I hate to pick on my ex-co-blogger Brock, but (in fairness to him) his post is what triggered the thought. Al Gore today apparently joined those who have called for a carbon tax to replace payroll taxes, to produce a revenue-neutral means of reducing carbon emissions:
To secure this green revolution, Mr Gore said the single most important policy change would be to “tax what we burn – not what we earn”.
Social security is one of the U.S. government programs funded by a payroll tax. So, does this mean that Gore also believes social security is a “disgrace”, as the mass media have distorted John McCain’s position to be?
Andrew Sullivan links the debate between Steven Taylor and James Joyner over the merits, or lack thereof, of the Obama alternative for disaffected conservatives. From my point of view, which is a bit more apathetic than disaffected and libertarian than conservative, and thus theoretically (at least) a bit more analytical, things work out as being roughly outlined as follows:
- John McCain is, by all reasonable standards of analysis, more conservative than Barack Obama, across the issue space. (At worst on some obscure issue dimensions they may be tied.)
- All other things being equal, this means the expected policy outcome would be more conservative under a McCain administration than an Obama administration.
- Therefore, if you want to cast a instrumental vote, and you are conservative, you probably should vote for McCain.
Personally, I don’t think there are large, meaningful differences between Obama and McCain on the few issues that poorly map to ideology, like executive power, where there are few politicians of principle whose positions don’t reflect the partisanship of the executive officeholder. Obama is probably a bit more of a liberal internationalist than McCain when it comes to small-scale interventions, although I can’t see this making a huge difference or really being a useful voting criterion. By and large I think what’s happening in Iraq, rather than who’s in the White House, really matters when it comes to bringing the troops home sooner rather than later, although I suppose there may be a difference in the semantic game we’re going to play with distinguishing “the troops” who leave and those who remain. Afghanistan isn’t going to be fixed until the Pakistanis fix themselves, and I don’t see that happening any time soon. McCain as a hawk can probably more credibly produce a rapprochement with the various pariah states of varying degrees (Cuba, Iran, North Korea, Sudan, Venezuela, etc.), but I don’t think there is a huge obstacle to Obama doing the same (he may just have to do less).
From an apathetic libertarian perspective, neither candidate is particularly appealing, although generally speaking I find critiquing Washington from the (Postrel-1990s Reason) economic classical liberal perspective more interesting than from the (Gillespie-current Reason) social/cultural left. As a future upper-middle-income government bureaucrat I suppose the Democrats are more likely to govern in support of my personal, short-term financial interests (throwing money at higher education, lower taxes on the “middle class” which seemingly tops out right at the peak Congressional salary, transferring more of my personal health care expenses onto the backs of Bill Gates and Mark Cuban), even if I have to balance that against the possibility that eight years of Democrats at 1600 Pennsylvania Avenue could fuck up America economically to the point it becomes Britain circa 1978, and the billboards won’t even be as catchy.
All this is, of course, really just a boring way of saying that since my vote really won’t matter I’m having a hard time feeling all that motivated to care one way or the other.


■ What to do
From the data below, return each line in which the string "annotation" is found.

■ Input
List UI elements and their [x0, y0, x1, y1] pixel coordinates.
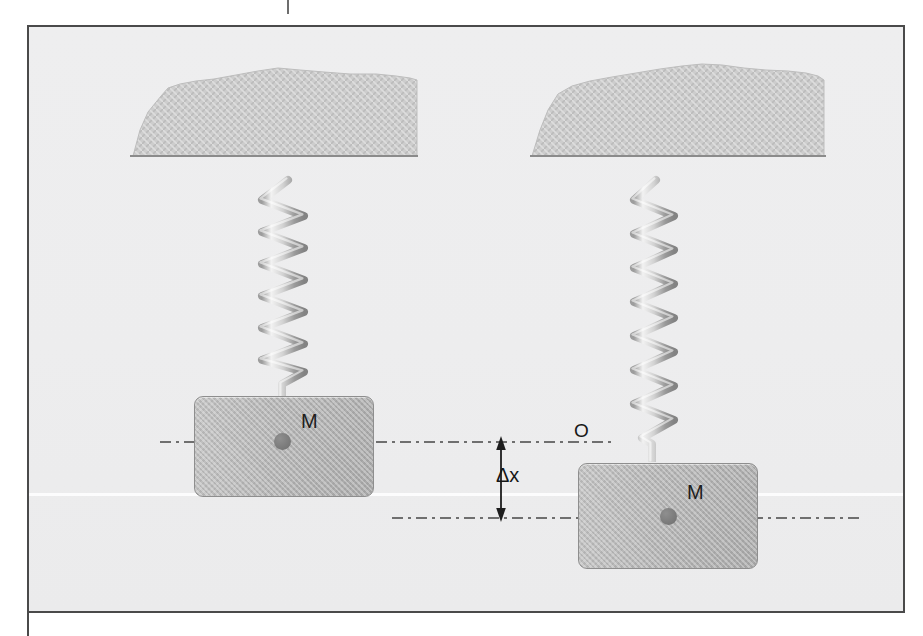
origin-label: O: [574, 420, 589, 442]
figure-canvas: M M O Δx: [0, 0, 923, 636]
displacement-label: Δx: [496, 464, 519, 487]
left-spring: [252, 154, 316, 400]
top-tick-mark: [287, 0, 289, 14]
left-center-of-mass-dot: [274, 433, 291, 450]
scan-band: [29, 493, 903, 496]
right-center-of-mass-dot: [660, 508, 677, 525]
frame-left-extension: [27, 613, 29, 636]
right-spring: [622, 152, 686, 462]
left-ceiling: [128, 60, 418, 166]
right-ceiling: [516, 58, 826, 166]
right-mass-label: M: [687, 481, 704, 504]
left-mass-label: M: [301, 410, 318, 433]
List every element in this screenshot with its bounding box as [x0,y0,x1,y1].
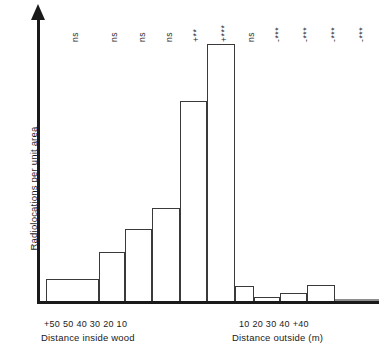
bar-40-inside [125,229,152,302]
bar-10-inside [207,44,235,302]
x-axis-caption-right: Distance outside (m) [232,332,323,343]
significance-marker-3: ns [163,2,175,42]
bar-20-inside [180,101,207,302]
bar-40-outside [307,285,335,302]
bar-30-inside [152,208,180,302]
plot-area [0,0,384,347]
significance-marker-2: ns [136,2,148,42]
x-tick-labels-right: 10 20 30 40 +40 [239,319,309,329]
x-axis-line [37,301,379,304]
bar-plus50-inside [46,279,99,302]
significance-marker-5: +*** [218,2,230,42]
bar-50-inside [99,252,125,302]
bar-10-outside [235,286,254,302]
x-tick-labels-left: +50 50 40 30 20 10 [44,319,127,329]
significance-marker-8: -*** [300,2,312,42]
histogram-figure: Radiolocations per unit area ns ns ns ns… [0,0,384,347]
significance-marker-10: -*** [356,2,368,42]
significance-marker-0: ns [69,2,81,42]
significance-marker-4: +** [190,2,202,42]
significance-marker-6: ns [245,2,257,42]
x-axis-caption-left: Distance inside wood [41,332,135,343]
significance-marker-9: -*** [328,2,340,42]
significance-marker-7: -*** [272,2,284,42]
significance-marker-1: ns [108,2,120,42]
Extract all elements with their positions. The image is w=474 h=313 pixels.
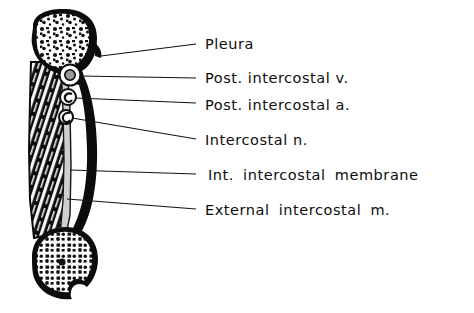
intercostal-nerve — [59, 110, 73, 124]
anatomy-figure: Pleura Post. intercostal v. Post. interc… — [0, 0, 474, 313]
leader-post-intercostal-v — [79, 76, 196, 78]
label-int-intercostal-membrane: Int. intercostal membrane — [208, 168, 419, 183]
label-external-intercostal-m: External intercostal m. — [205, 203, 390, 218]
posterior-intercostal-artery — [60, 89, 76, 105]
leader-pleura — [101, 44, 196, 56]
lower-rib-cross-section — [30, 225, 102, 301]
label-pleura: Pleura — [205, 37, 254, 52]
label-post-intercostal-v: Post. intercostal v. — [205, 71, 349, 86]
leader-post-intercostal-a — [76, 98, 196, 103]
label-post-intercostal-a: Post. intercostal a. — [205, 98, 350, 113]
label-intercostal-n: Intercostal n. — [205, 133, 308, 148]
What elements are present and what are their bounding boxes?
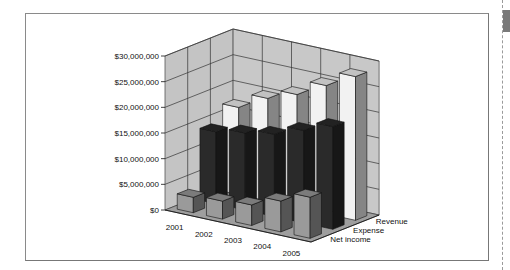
bar-net-income-2003 [236, 197, 263, 226]
x-tick-label: 2004 [253, 242, 271, 251]
bar-net-income-2004 [265, 193, 292, 232]
series-label: Net income [330, 235, 371, 244]
x-tick-label: 2001 [166, 223, 184, 232]
y-tick-label: $15,000,000 [115, 129, 160, 138]
bar-net-income-2005 [294, 189, 321, 238]
y-tick-label: $0 [150, 206, 159, 215]
bar-net-income-2002 [206, 193, 233, 219]
bar-expense-2001 [200, 124, 227, 204]
x-tick-label: 2005 [283, 249, 301, 258]
series-label: Revenue [376, 217, 409, 226]
x-tick-label: 2003 [224, 236, 242, 245]
x-tick-label: 2002 [195, 230, 213, 239]
y-tick-label: $25,000,000 [115, 78, 160, 87]
series-label: Expense [353, 226, 385, 235]
bar-net-income-2001 [177, 189, 204, 212]
y-tick-label: $10,000,000 [115, 155, 160, 164]
3d-column-chart: $0$5,000,000$10,000,000$15,000,000$20,00… [0, 0, 510, 270]
y-tick-label: $5,000,000 [119, 180, 160, 189]
y-tick-label: $20,000,000 [115, 103, 160, 112]
y-tick-label: $30,000,000 [115, 52, 160, 61]
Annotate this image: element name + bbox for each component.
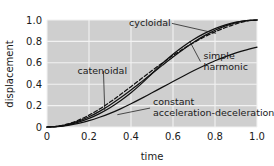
y-tick-label: 1.0: [26, 15, 42, 26]
x-tick-label: 0.2: [81, 131, 97, 142]
chart-figure: 00.20.40.60.81.0 00.20.40.60.81.0 time d…: [0, 0, 274, 166]
x-tick-label: 1.0: [249, 131, 265, 142]
x-tick-label: 0.4: [123, 131, 139, 142]
x-axis-label: time: [141, 151, 164, 162]
y-tick-label: 0: [36, 122, 42, 133]
y-tick-label: 0.8: [26, 36, 42, 47]
y-axis-label: displacement: [4, 40, 15, 107]
annotation-label: harmonic: [203, 61, 248, 72]
annotation-label: constant: [153, 96, 195, 107]
annotation-label: catenoidal: [77, 65, 127, 76]
y-tick-label: 0.6: [26, 57, 42, 68]
annotation-label: acceleration-deceleration: [153, 107, 274, 118]
annotation-label: simple: [203, 50, 235, 61]
y-tick-label: 0.4: [26, 79, 42, 90]
x-tick-label: 0.8: [207, 131, 223, 142]
y-tick-label: 0.2: [26, 100, 42, 111]
x-tick-label: 0: [44, 131, 50, 142]
displacement-vs-time-chart: 00.20.40.60.81.0 00.20.40.60.81.0 time d…: [0, 0, 274, 166]
x-tick-label: 0.6: [165, 131, 181, 142]
annotation-label: cycloidal: [129, 17, 171, 28]
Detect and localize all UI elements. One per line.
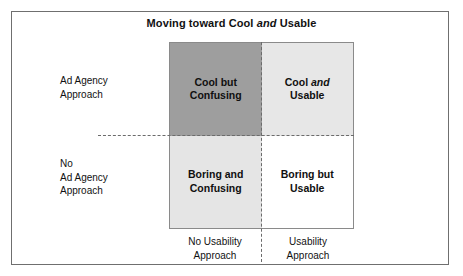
quadrant-label-line1-emphasis: and <box>311 76 330 88</box>
column-label-line: Approach <box>262 249 354 263</box>
figure-title-suffix: Usable <box>277 17 317 29</box>
column-label-usability-approach: Usability Approach <box>262 235 354 262</box>
quadrant-label: Boring but Usable <box>281 168 334 195</box>
column-label-line: No Usability <box>169 235 261 249</box>
row-label-line: Ad Agency <box>60 74 156 88</box>
quadrant-label: Cool and Usable <box>285 76 330 103</box>
horizontal-axis-dashed-line <box>98 135 354 136</box>
quadrant-label-line1: Boring but <box>281 168 334 181</box>
quadrant-label-line1: Cool but <box>190 76 242 89</box>
row-label-line: Approach <box>60 88 156 102</box>
quadrant-cool-but-confusing: Cool but Confusing <box>170 43 262 136</box>
figure-title: Moving toward Cool and Usable <box>0 17 463 29</box>
figure-container: Moving toward Cool and Usable Cool but C… <box>0 0 463 276</box>
quadrant-boring-and-confusing: Boring and Confusing <box>170 136 262 229</box>
row-label-line: Approach <box>60 184 156 198</box>
row-label-line: No <box>60 157 156 171</box>
quadrant-boring-but-usable: Boring but Usable <box>262 136 354 229</box>
quadrant-label-line1: Cool and <box>285 76 330 89</box>
row-label-ad-agency-approach: Ad Agency Approach <box>60 74 156 101</box>
column-label-no-usability-approach: No Usability Approach <box>169 235 261 262</box>
quadrant-label-line1: Boring and <box>188 168 243 181</box>
quadrant-label-line2: Confusing <box>190 89 242 102</box>
quadrant-label-line2: Usable <box>285 89 330 102</box>
quadrant-label-line2: Usable <box>281 182 334 195</box>
quadrant-label-line2: Confusing <box>188 182 243 195</box>
quadrant-label: Cool but Confusing <box>190 76 242 103</box>
column-label-line: Usability <box>262 235 354 249</box>
quadrant-label-line1-prefix: Cool <box>285 76 311 88</box>
figure-title-prefix: Moving toward Cool <box>147 17 257 29</box>
row-label-no-ad-agency-approach: No Ad Agency Approach <box>60 157 156 198</box>
figure-title-emphasis: and <box>257 17 277 29</box>
quadrant-cool-and-usable: Cool and Usable <box>262 43 354 136</box>
row-label-line: Ad Agency <box>60 171 156 185</box>
vertical-axis-dashed-line <box>261 42 262 262</box>
column-label-line: Approach <box>169 249 261 263</box>
quadrant-label: Boring and Confusing <box>188 168 243 195</box>
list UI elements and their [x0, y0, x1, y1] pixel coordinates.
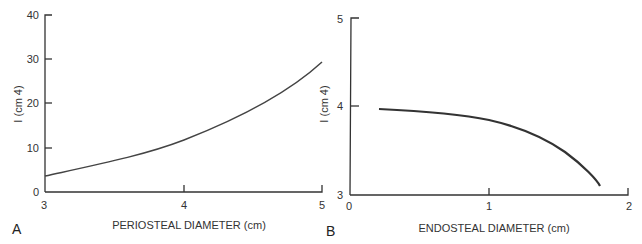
panel-label-a: A — [12, 221, 22, 237]
chart-a-y-tick-label: 0 — [33, 186, 39, 198]
chart-b-y-tick-label: 3 — [337, 189, 343, 201]
chart-a-x-tick-label: 3 — [41, 199, 47, 211]
chart-b-curve — [379, 109, 600, 186]
chart-a-y-tick-label: 10 — [27, 142, 39, 154]
chart-a-curve — [45, 62, 322, 176]
chart-a-y-tick-label: 40 — [27, 9, 39, 21]
chart-a-x-tick-label: 4 — [181, 199, 187, 211]
chart-b-y-axis-title: I (cm 4) — [318, 85, 330, 122]
chart-a-x-tick-label: 5 — [319, 199, 325, 211]
chart-a-y-tick-label: 30 — [27, 53, 39, 65]
chart-b-x-tick-label: 1 — [486, 200, 492, 212]
chart-a-y-tick-label: 20 — [27, 97, 39, 109]
panel-label-b: B — [326, 223, 335, 239]
chart-b-x-tick-label: 0 — [346, 200, 352, 212]
chart-b-x-axis-title: ENDOSTEAL DIAMETER (cm) — [418, 222, 569, 234]
chart-b-y-tick-label: 4 — [337, 100, 343, 112]
chart-b-x-tick-label: 2 — [626, 200, 632, 212]
chart-a-x-axis-title: PERIOSTEAL DIAMETER (cm) — [112, 219, 266, 231]
chart-b: 5 4 3 0 1 2 ENDOSTEAL DIAMETER (cm) I (c… — [318, 13, 632, 239]
chart-a-y-axis-title: I (cm 4) — [12, 85, 24, 122]
chart-b-y-tick-label: 5 — [337, 13, 343, 25]
chart-a: 40 30 20 10 0 3 4 5 PERIOSTEAL DIAMETER … — [12, 9, 325, 237]
figure: 40 30 20 10 0 3 4 5 PERIOSTEAL DIAMETER … — [0, 0, 642, 244]
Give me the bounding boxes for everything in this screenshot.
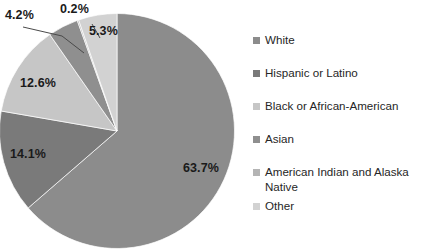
legend-item[interactable]: American Indian and Alaska Native bbox=[253, 165, 425, 194]
legend-item-label: Hispanic or Latino bbox=[265, 66, 358, 81]
legend-swatch-icon bbox=[253, 103, 260, 110]
legend-item[interactable]: Asian bbox=[253, 132, 294, 147]
legend-item-label: American Indian and Alaska Native bbox=[265, 165, 425, 194]
legend-item[interactable]: White bbox=[253, 33, 295, 48]
slice-label-american-indian: 0.2% bbox=[60, 2, 89, 16]
legend-swatch-icon bbox=[253, 37, 260, 44]
pie-slices-group bbox=[0, 14, 234, 249]
slice-label-asian: 4.2% bbox=[5, 8, 34, 22]
pie-svg bbox=[0, 0, 248, 252]
legend-swatch-icon bbox=[253, 136, 260, 143]
pie-chart-figure: 63.7% 14.1% 12.6% 4.2% 0.2% 5.3% WhiteHi… bbox=[0, 0, 430, 252]
legend-item-label: Asian bbox=[265, 132, 294, 147]
legend-item[interactable]: Hispanic or Latino bbox=[253, 66, 358, 81]
legend-swatch-icon bbox=[253, 169, 260, 176]
slice-label-hispanic: 14.1% bbox=[10, 147, 46, 161]
slice-label-white: 63.7% bbox=[183, 161, 219, 175]
legend-item[interactable]: Black or African-American bbox=[253, 99, 398, 114]
legend-item-label: Other bbox=[265, 199, 294, 214]
slice-label-black: 12.6% bbox=[20, 76, 56, 90]
legend-item[interactable]: Other bbox=[253, 199, 294, 214]
legend-item-label: Black or African-American bbox=[265, 99, 398, 114]
legend-item-label: White bbox=[265, 33, 295, 48]
slice-label-other: 5.3% bbox=[89, 24, 118, 38]
legend-swatch-icon bbox=[253, 70, 260, 77]
legend-swatch-icon bbox=[253, 203, 260, 210]
pie-plot-area: 63.7% 14.1% 12.6% 4.2% 0.2% 5.3% bbox=[0, 0, 248, 252]
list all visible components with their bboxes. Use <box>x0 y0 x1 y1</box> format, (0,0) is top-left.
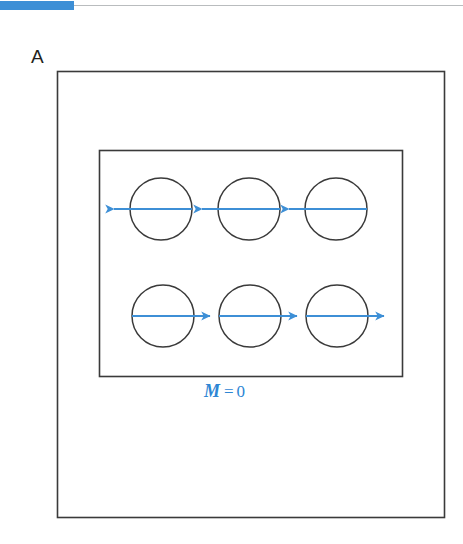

■ Answer to this exercise
annotation-label: harmonic: [203, 61, 248, 72]
annotation-label: constant: [153, 96, 195, 107]
annotation-label: catenoidal: [77, 65, 127, 76]
annotation-label: acceleration-deceleration: [153, 107, 274, 118]
annotation-label: simple: [203, 50, 235, 61]
annotation-label: cycloidal: [129, 17, 171, 28]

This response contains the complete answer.